Their slogan from the beginning has been "They were taken alive, we want them back alive."]Tixtla – After almost two years of mourning, the parents of Ayotzinapa's 43 missing students keep looking for their youngsters with hopes of finding them alive but always pained by the many complications that continue to block a final solution to the case.[/url]
"These two years have been desperate, like a nightmare we're living through. Every day we wake up and see their beds, their things, and it's like experiencing death in life," Hilda Legideño, mother of Jorge Antonio, 20, who disappeared on Sept. 26, 2014 in Iguala, in the southern state of Guerrero, told EFE.
Jorge Antonio was one of the youths involved in the tragedy that has marked Mexican history.
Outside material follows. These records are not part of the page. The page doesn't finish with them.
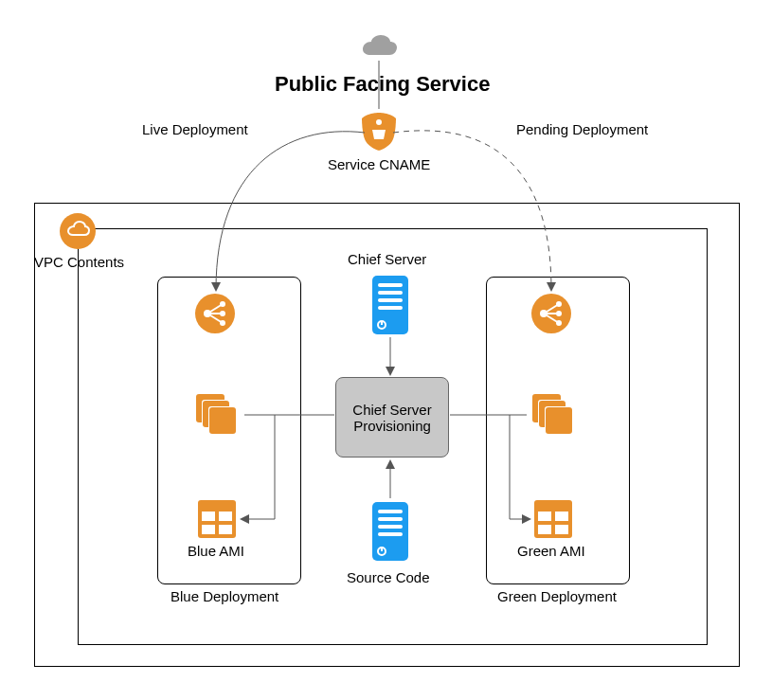 This screenshot has height=700, width=772. I want to click on blue-deployment-label: Blue Deployment, so click(224, 597).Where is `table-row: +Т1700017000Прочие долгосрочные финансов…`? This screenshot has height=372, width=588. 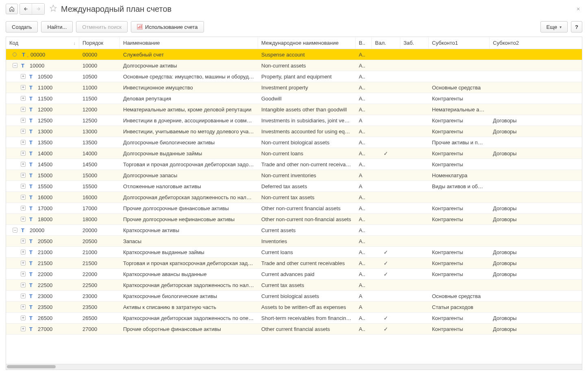
table-row: +Т1700017000Прочие долгосрочные финансов… is located at coordinates (294, 208). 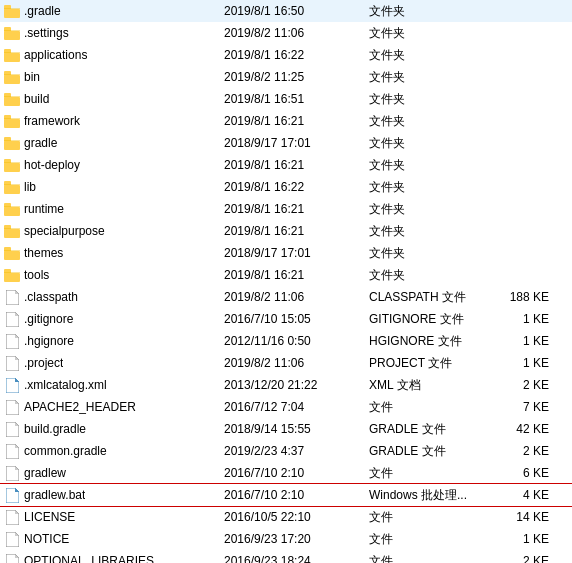 What do you see at coordinates (296, 341) in the screenshot?
I see `file-date: 2012/11/16 0:50` at bounding box center [296, 341].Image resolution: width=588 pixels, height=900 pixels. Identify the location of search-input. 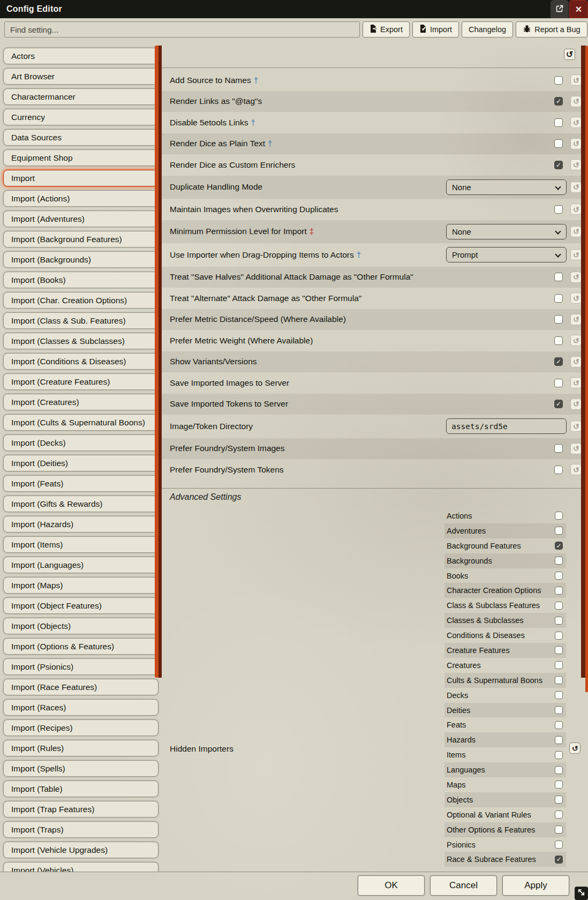
(182, 29).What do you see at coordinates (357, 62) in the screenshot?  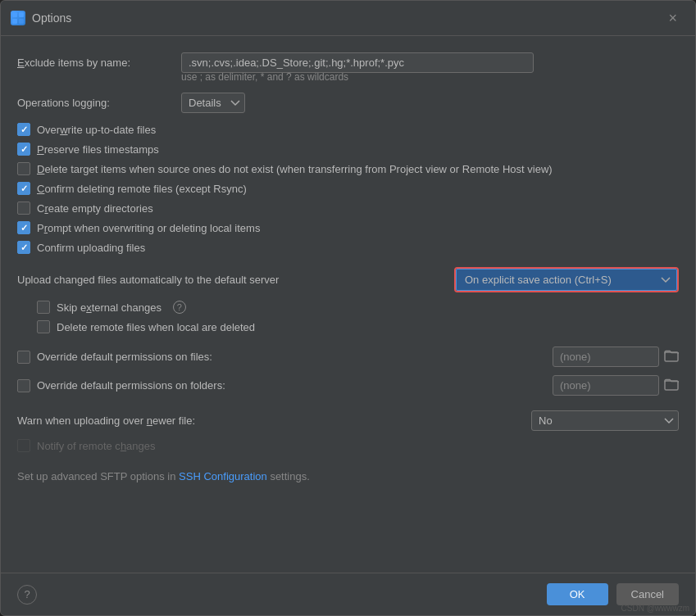 I see `exclude-input` at bounding box center [357, 62].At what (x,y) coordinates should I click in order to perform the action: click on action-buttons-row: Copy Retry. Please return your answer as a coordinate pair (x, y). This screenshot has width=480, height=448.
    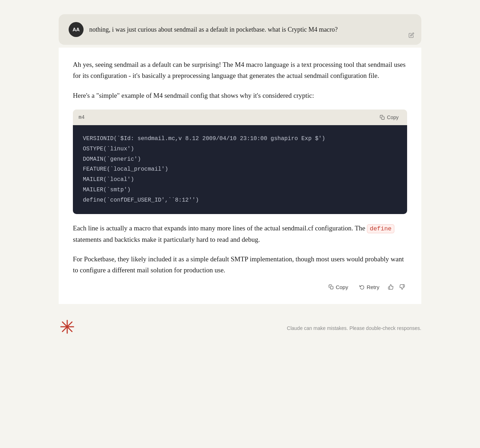
    Looking at the image, I should click on (240, 286).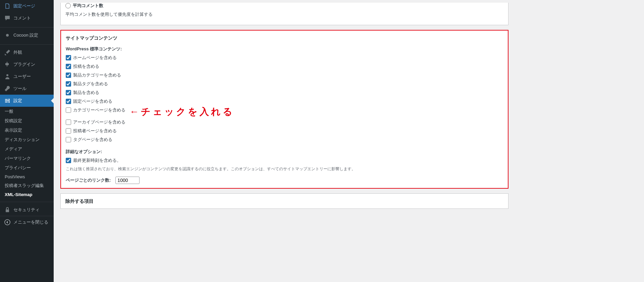  What do you see at coordinates (284, 14) in the screenshot?
I see `radio-avg-comments-desc: 平均コメント数を使用して優先度を計算する` at bounding box center [284, 14].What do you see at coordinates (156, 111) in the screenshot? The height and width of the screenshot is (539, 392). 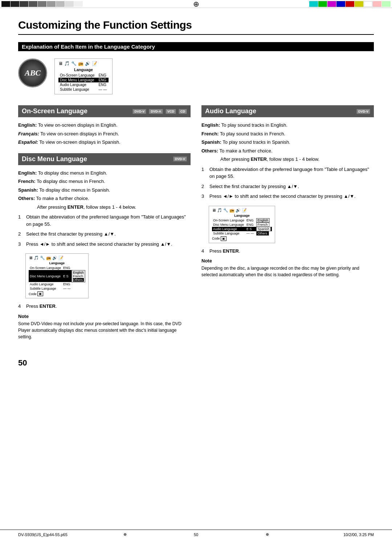 I see `badge-dvda: DVD-A` at bounding box center [156, 111]. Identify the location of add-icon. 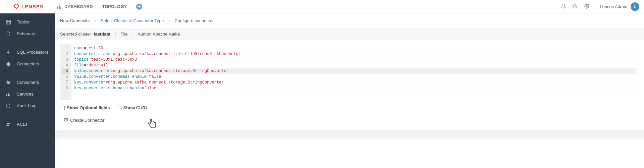
(139, 7).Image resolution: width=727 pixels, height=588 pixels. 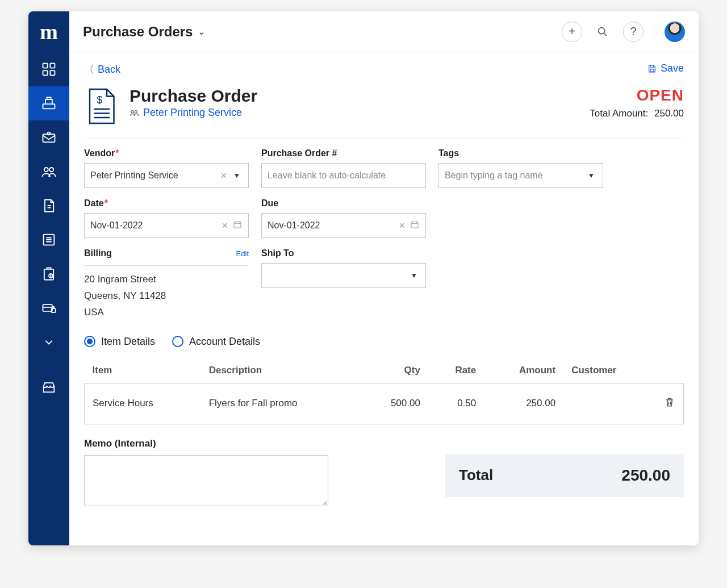 What do you see at coordinates (675, 32) in the screenshot?
I see `user-avatar` at bounding box center [675, 32].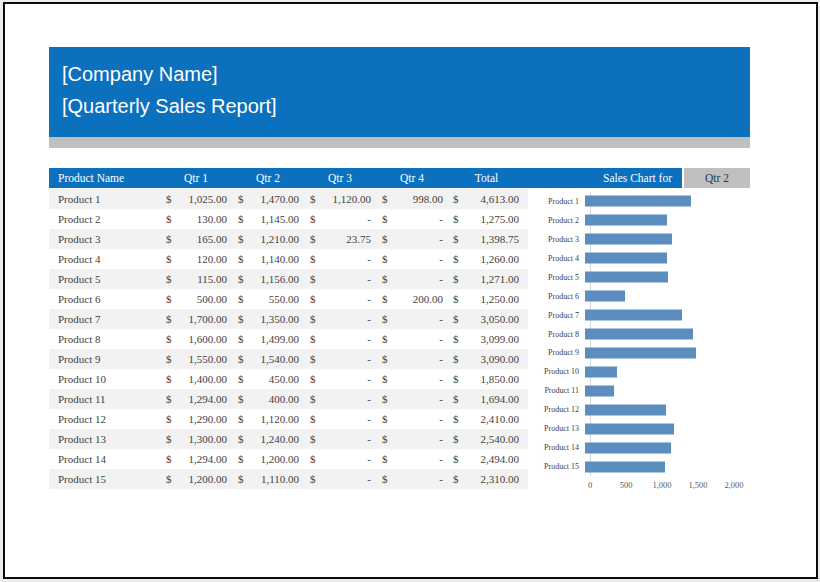  I want to click on chart-row: Product 11, so click(642, 390).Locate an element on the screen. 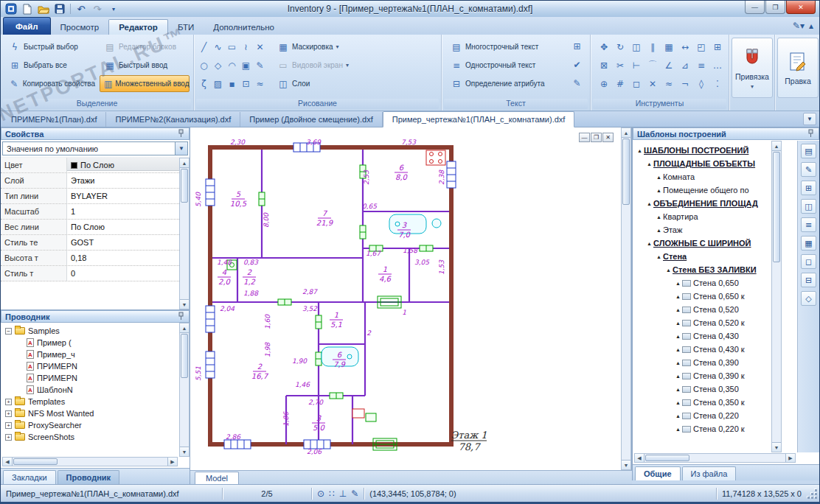  tree-item: AПример_ч is located at coordinates (90, 354).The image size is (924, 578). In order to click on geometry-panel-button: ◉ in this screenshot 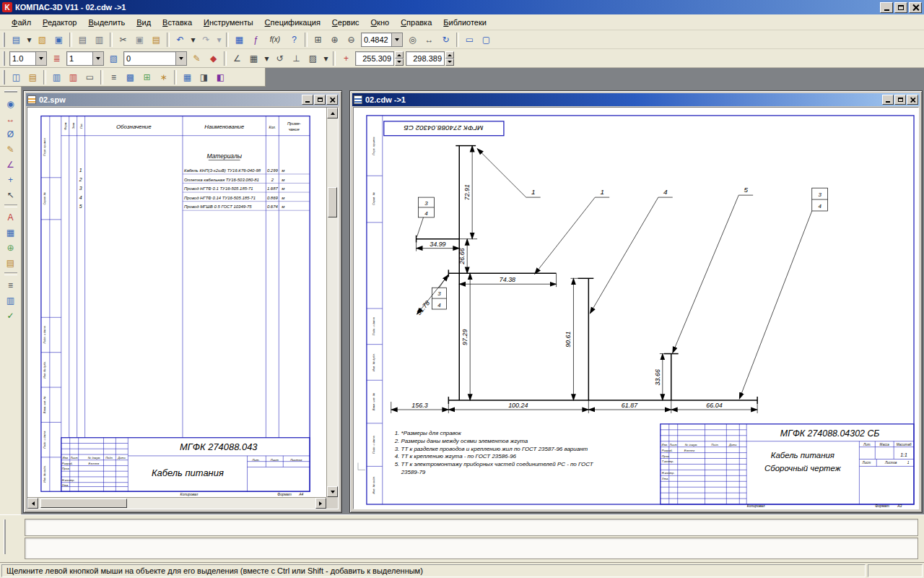, I will do `click(11, 104)`.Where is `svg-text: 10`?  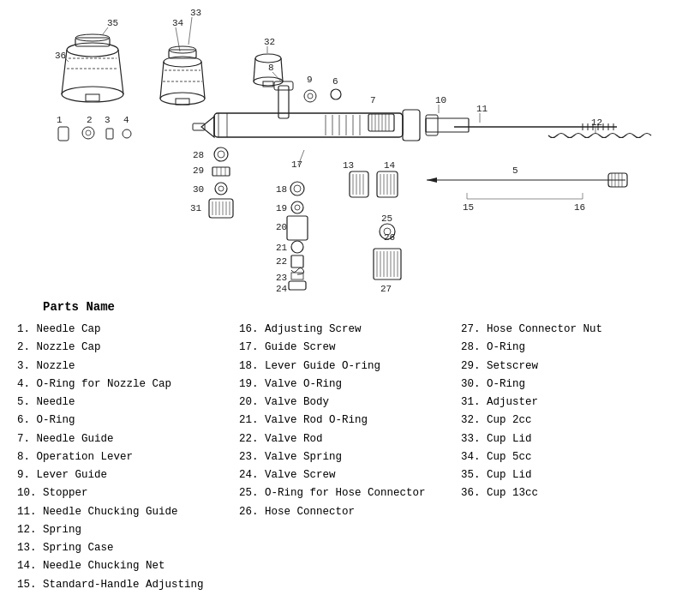
svg-text: 10 is located at coordinates (440, 100).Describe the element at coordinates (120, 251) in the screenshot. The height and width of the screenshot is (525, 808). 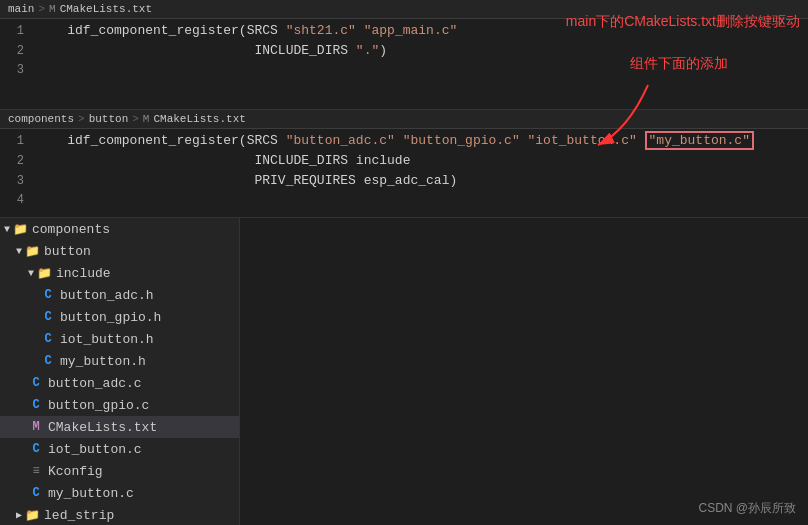
I see `tree-item-button: ▼ 📁 button` at that location.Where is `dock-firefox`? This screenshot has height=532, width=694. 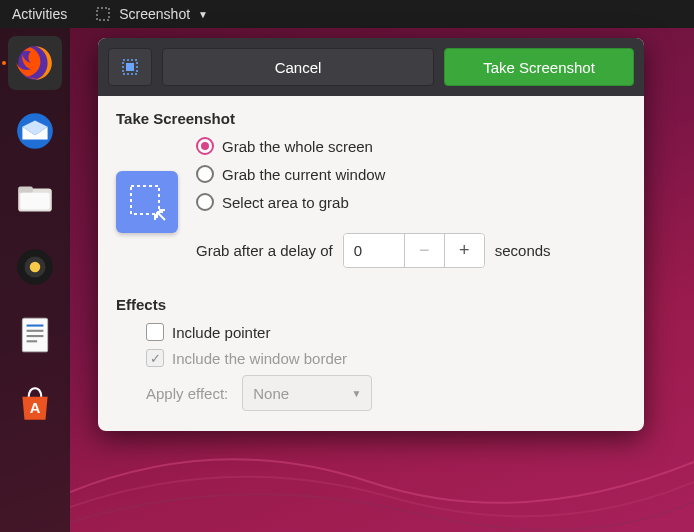 dock-firefox is located at coordinates (35, 63).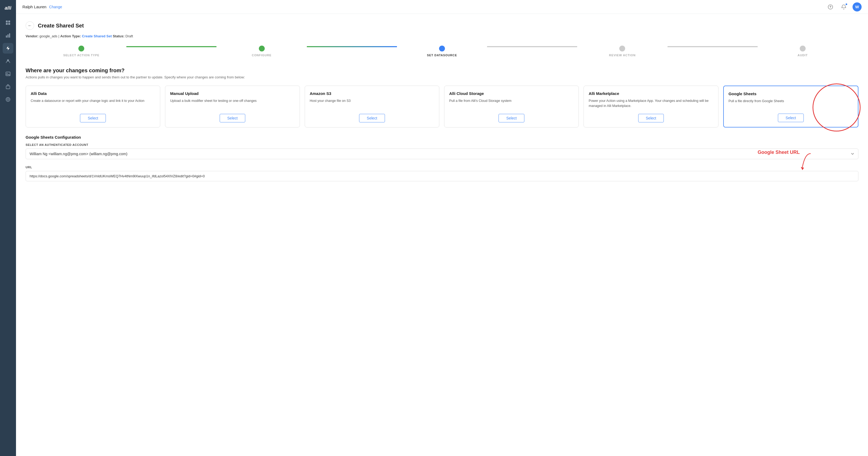 Image resolution: width=868 pixels, height=456 pixels. Describe the element at coordinates (71, 36) in the screenshot. I see `action-type-label: Action Type:` at that location.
He left behind a little 3-year-old girl and the ambition to become a teacher, for which he was studying at the Raul Isidro Burgos Rural Teacher Training College in Ayotzinapa, which trains aspiring teachers from poor families to serve in rural communities.
"He was very mischievous, very lively...he had the gift of getting along with everyone," Hilda recalled Friday.
Hilda's remarks are similar to those of the majority of Iguala's parents, mostly low-income families in poor, violence-ridden areas, who, two years after the tragedy, have used what few resources they had to demand truth and justice about what happened to their youngsters.
"We've lost everything to concentrate on finding our children," said this woman who had to close the "little store" where she made and sold paper goods like piñatas and flowers.
On that fateful night in 2014, six people - including three students - were killed and 43 other students were abducted after commandeering buses that they had planned to use to travel to Mexico City for a protest.
Federal authorities say the incident was the work of corrupt municipal cops acting on the orders of Iguala's crooked mayor.
The cops handed over the students to Guerreros Unidos drug cartel gunmen, who killed the young people, burned their bodies at the garbage dump in nearby Cocula and tossed the bones in the San Juan River, according to the official story.
But the parents of the missing students and their supporters reject that account, and last year a group of independent experts commissioned by the Inter-American Commission on Human Rights issued a report that cited a series of irregularities in the investigation.
Among other things, the experts said in their report - released on Sept. 6, 2015, and based on six months of field work, interviews and a review of the government's evidence and conclusions - that "no evidence existed to support the theory" that 43 bodies were incinerated at the dump on Sept. 27, 2014, the day after the students disappeared.
Indeed, the report said the evidence gathered at the site showed there was not enough fire to burn even one body.
The experts also corroborated news reports indicating that federal police had been monitoring the students since they left Ayotzinapa for Iguala and at the very least knew that they had come under armed attack yet did not intervene.
Meanwhile the parents continue seeking the truth despite anything they might discover. "We're ready for any news. We know that our youngsters could still be alive, but also that they might not," the sorrowing Hilda said.
Their slogan from the beginning has been "They were taken alive, we want them back alive."